### [Exercise brief]
Only the lines from the one holding "Describe the element" through the end of the records below are to be reproduced exactly, and pictures are to be omitted.

[Task input Boundary: Start]

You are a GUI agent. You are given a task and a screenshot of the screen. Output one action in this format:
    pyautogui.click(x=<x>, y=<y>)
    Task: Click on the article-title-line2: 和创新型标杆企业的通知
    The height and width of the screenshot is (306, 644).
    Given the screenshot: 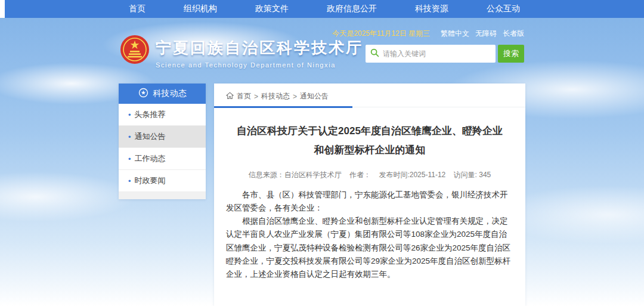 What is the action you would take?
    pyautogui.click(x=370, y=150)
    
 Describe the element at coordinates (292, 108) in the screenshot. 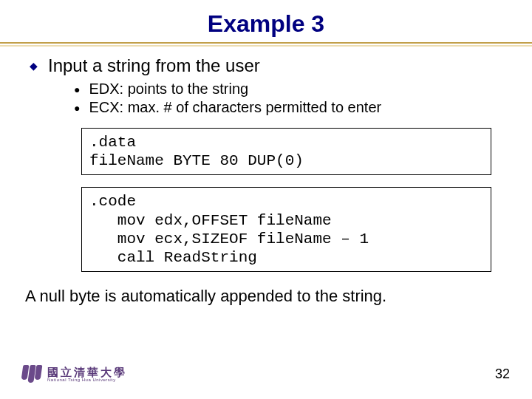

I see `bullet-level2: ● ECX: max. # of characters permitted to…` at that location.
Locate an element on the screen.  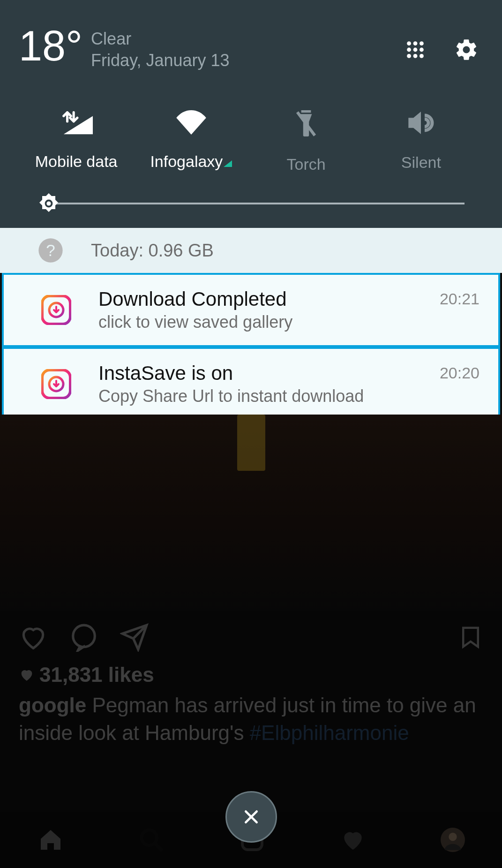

[Task input Boundary: End]

### [Written reply]
 Describe the element at coordinates (292, 108) in the screenshot. 

I see `bullet-level2: ● ECX: max. # of characters permitted to…` at that location.
Locate an element on the screen.  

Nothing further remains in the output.